Milan 2014: Spazio Rossana Orlandi

One of the real pleasures of the Milan Design Week is that you get the chance to see inside places in the city that would usually be closed to you. I went with the fella this year, who in a previous life lived and taught in Milan. He said how nice it was to see the city opened up, with courtyards and grand buildings usually hidden behind closed doors welcoming visitors.

  Rossana orlandi Milan 2014

So it was at another of this year’s most-discussed events, the show at Spazio Rossana Orlandi. This rambling warren of rooms and courtyards was once a tile factory and now is an exhibition space and showroom for young designers.

The first place you come to is a sort of glasshouse with a bar, full of people chatting about design and smoking loadsa fags (ah, Europe). Strung from the ceiling were lampshades from PET Lamp, a company that works with Colombian and Chilean crafts people to create shades woven from plastic bottles.

  Astier de Villatte

From there I advanced slowly through a series of rooms featuring the elegant – this crockery by Astier de Villatte who have a permanent home there – to the downright WTF. Someone had set up what looked like a windscreen wiper that dipped into a pot of molten rubber and slowly slowly formed it into what seemed to me an entirely pointless crescent shaped block of rubber. Call me a philistine*…

  rossana orlandi

*that’s filisteo in Italian

Upstairs was another crazy space lined floor to ceiling with shoe boxes, showing a variety of stuff, from these distinctive Jaime Hayon saluting bird ornaments, to a plaster cast of the ‘bird’ being flipped inside a snow globe (don’t get me one). By this time, due to the huge crowds and confined space, I was getting a bit annoyed. But I did stop to admire these melded together plates, perfect for the broken crockery club.

half and half plates

In the basement I saw a bed that gently breathed by itself, and a tray which takes the Keith Haring trend to its logical conclusion (below).

Keith Harring design

By this time I was so strung-out on design that I couldn’t tell what I did and didn’t like any more. Maybe the knob tray was the piece of Milan 2014. Who can say? Not me. Finally I was spat out again into the sunlight of a courtyard where a giant rubber duck nestled in the vines. So there you go. Spazio Rossana Orlandi was a trip. Surreal, silly, overcrowded and inspiring, featuring design that was often purile, mysterious and challenging. I can’t wait to go back next year.

  Rossana Orlandi 2014

 

 

 

 

2 Responses to “Milan 2014: Spazio Rossana Orlandi”

  1. Helene
    April 15, 2014 at 2:21 pm #

    It all looks so fascinating (not so keen on the knob tray) and I’m so glad you were there to give us a peek at what you saw. We can enjoy the essence without having to be in the crush. Like the crazy “glued together crockery” very much.

  2. Jane
    April 15, 2014 at 2:53 pm #

    Interesting to get your views about this place as I visited a couple of years ago. First we had to bash on the door to get in – they were just about to close for holidays. There was only four of us walking round so we didn’t get the atmosphere of the crowds. There was lots of furniture and accessories I loved but I’d sum it up as ‘bonkers but fascinating’ – and …yes… I’d go again!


### What you will do
Your reply should consist only of the lines from the one holding "Describe the element at coordinates (200, 383)" to the last line of the data below, written out exactly and without pictures.
(Beginning of Data under study)
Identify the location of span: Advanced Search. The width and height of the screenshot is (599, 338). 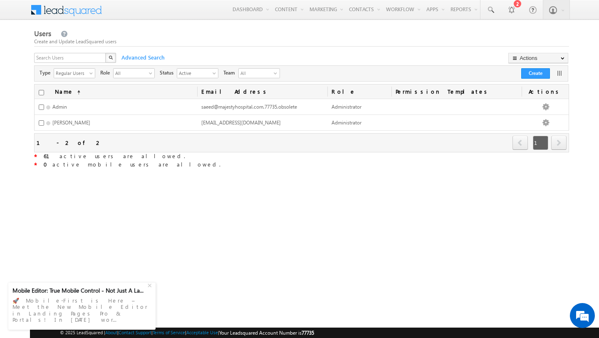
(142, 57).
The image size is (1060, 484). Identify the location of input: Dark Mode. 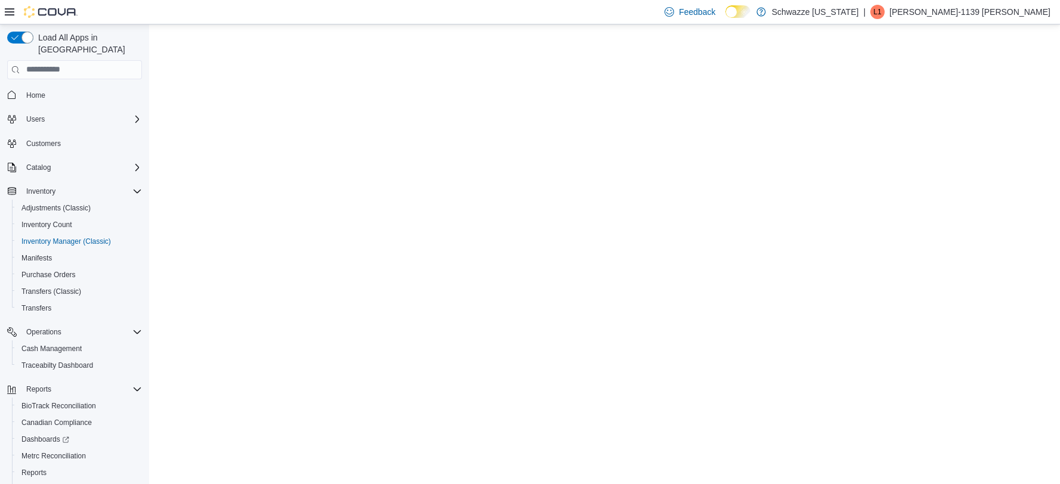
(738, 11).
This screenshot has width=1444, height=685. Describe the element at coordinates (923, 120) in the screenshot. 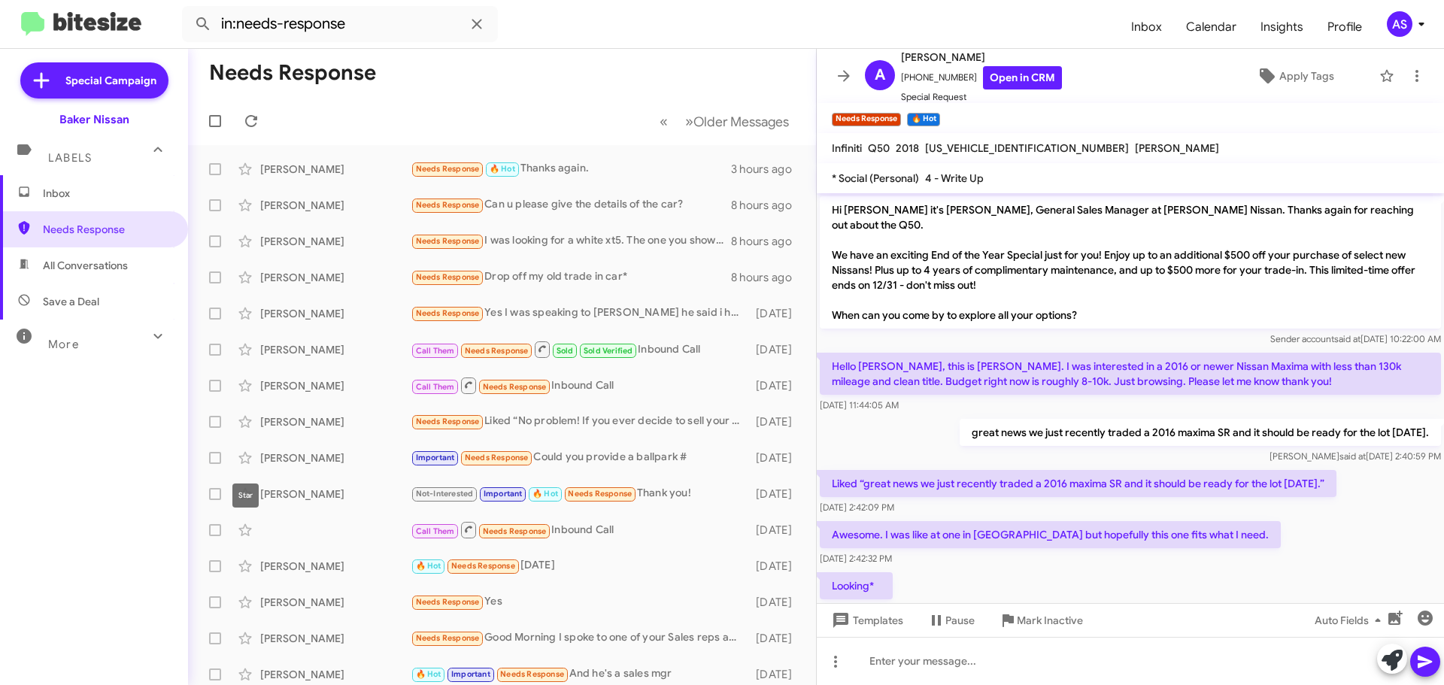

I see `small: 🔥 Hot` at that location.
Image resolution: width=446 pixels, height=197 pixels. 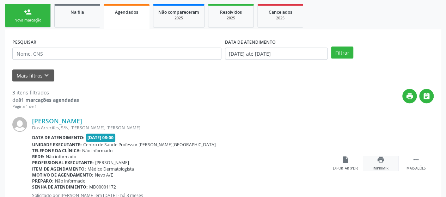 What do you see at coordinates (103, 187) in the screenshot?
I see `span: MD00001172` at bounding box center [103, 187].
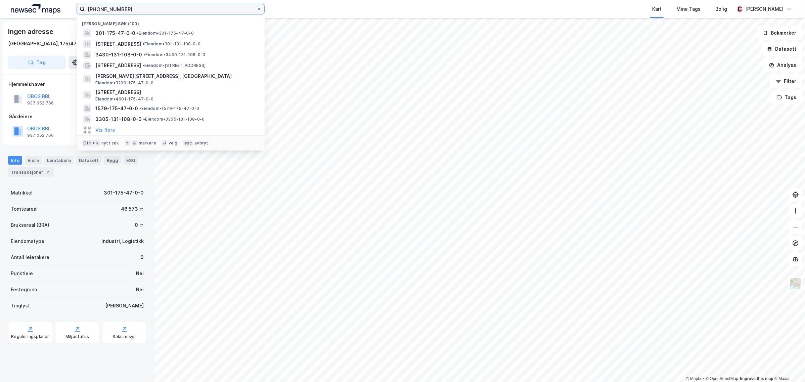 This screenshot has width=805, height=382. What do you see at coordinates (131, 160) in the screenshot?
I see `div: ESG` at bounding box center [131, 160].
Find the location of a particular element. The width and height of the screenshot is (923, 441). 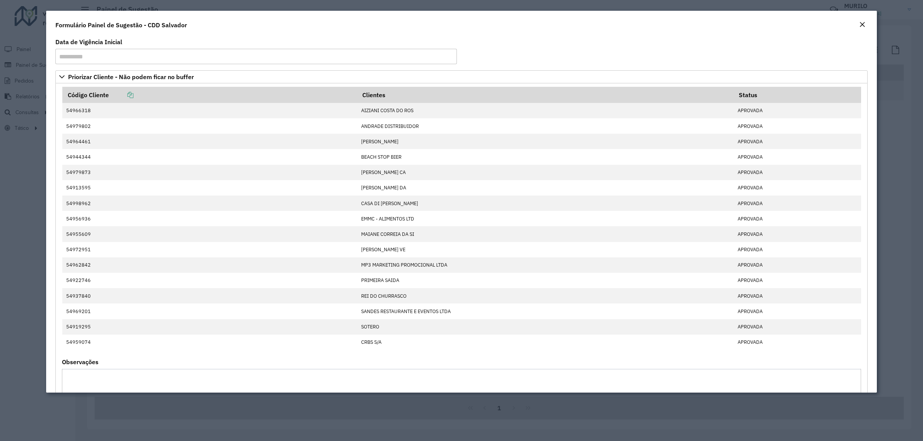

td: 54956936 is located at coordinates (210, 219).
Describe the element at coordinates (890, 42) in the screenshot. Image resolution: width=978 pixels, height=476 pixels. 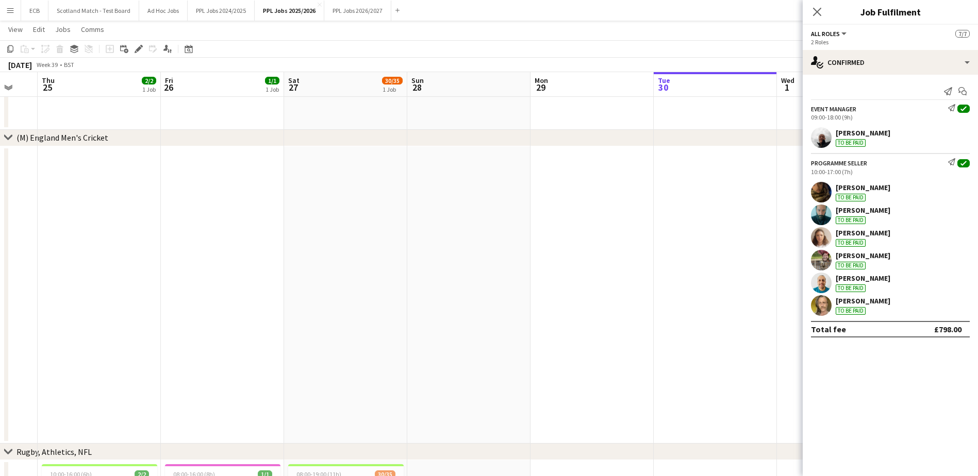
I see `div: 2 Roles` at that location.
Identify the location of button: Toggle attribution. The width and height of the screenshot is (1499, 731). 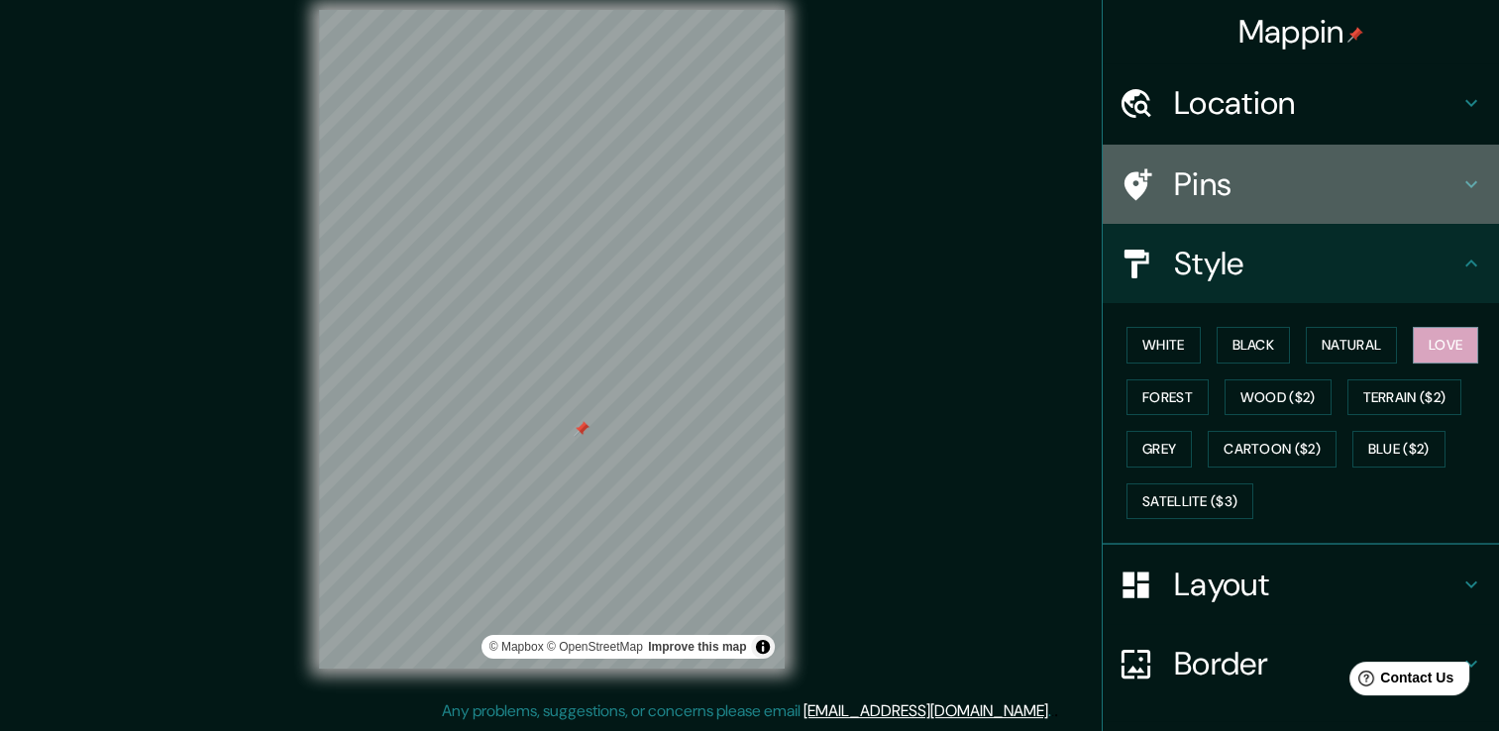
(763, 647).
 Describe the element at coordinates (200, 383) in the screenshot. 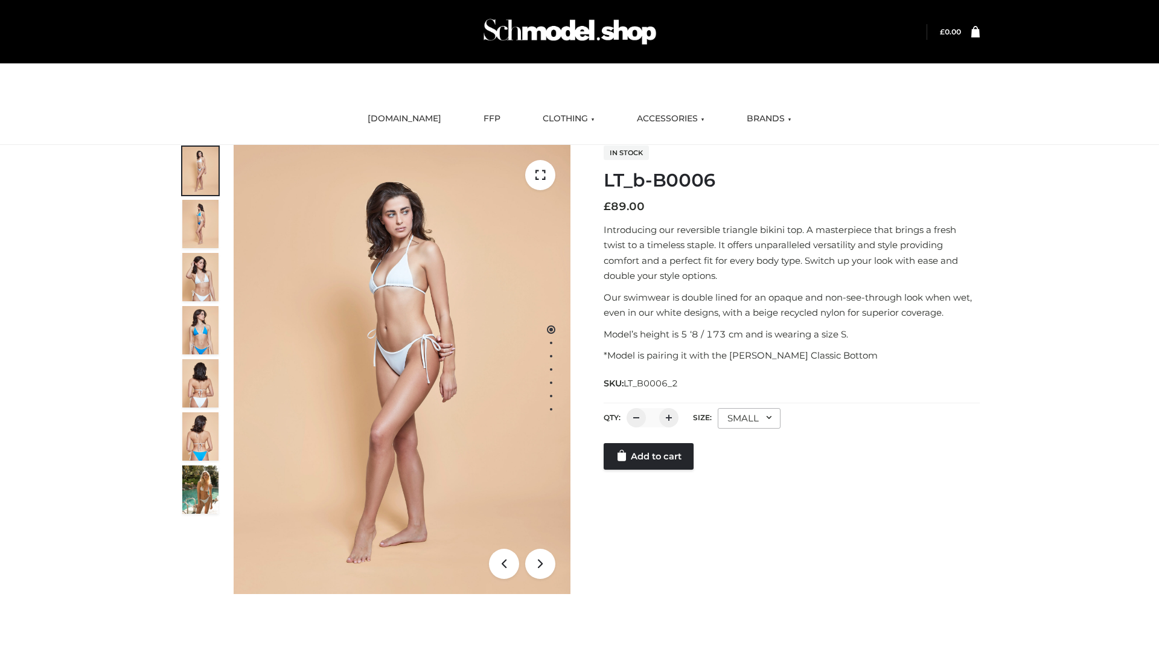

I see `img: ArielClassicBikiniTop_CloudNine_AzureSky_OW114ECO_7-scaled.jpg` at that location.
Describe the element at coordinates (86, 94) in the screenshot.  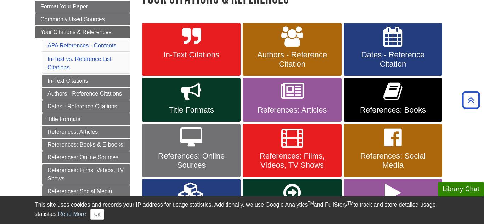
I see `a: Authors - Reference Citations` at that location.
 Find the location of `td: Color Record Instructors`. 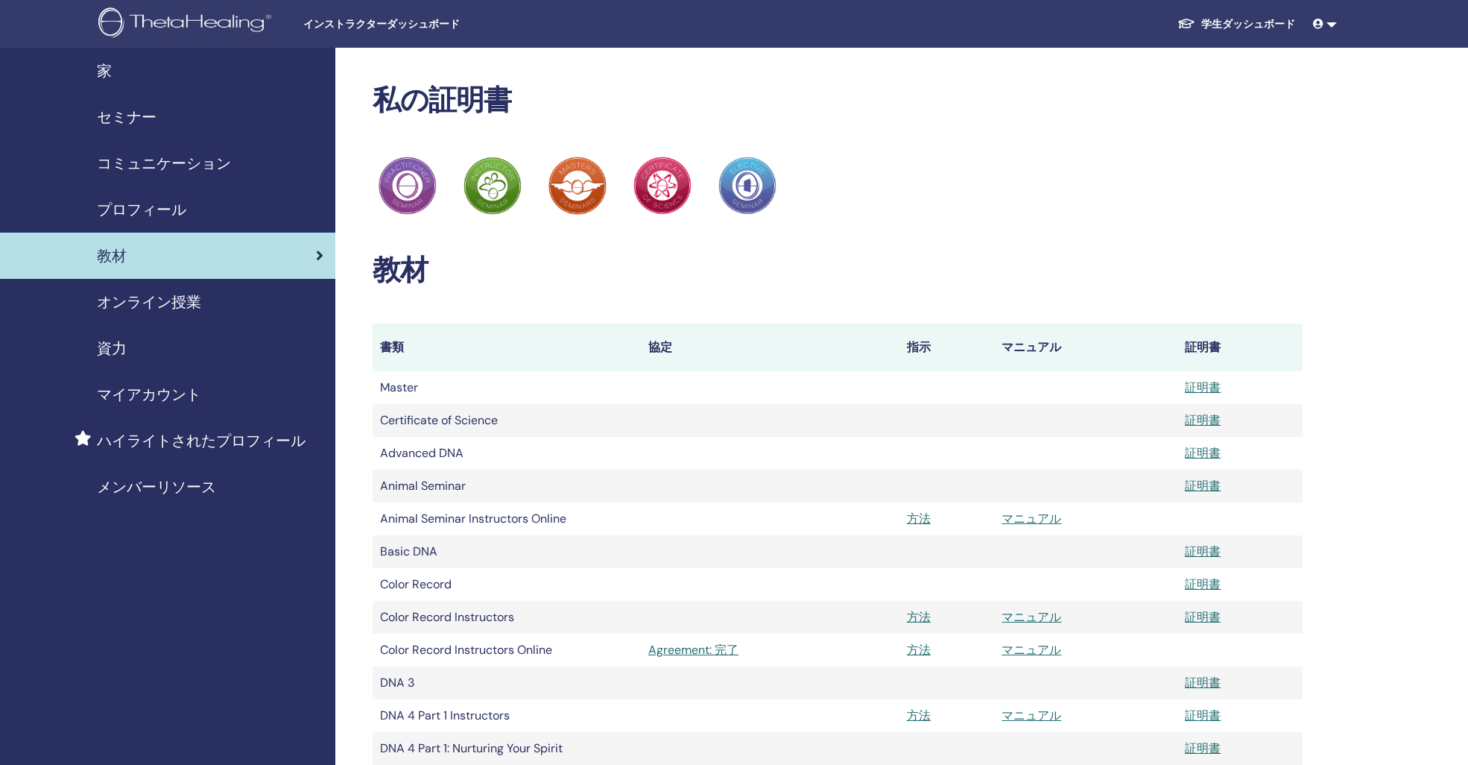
(End of Data under study)
### Worked solution
 Describe the element at coordinates (200, 383) in the screenshot. 

I see `img: ArielClassicBikiniTop_CloudNine_AzureSky_OW114ECO_7-scaled.jpg` at that location.
Describe the element at coordinates (86, 94) in the screenshot.  
I see `a: Authors - Reference Citations` at that location.
 Find the location of `td: Color Record Instructors`. 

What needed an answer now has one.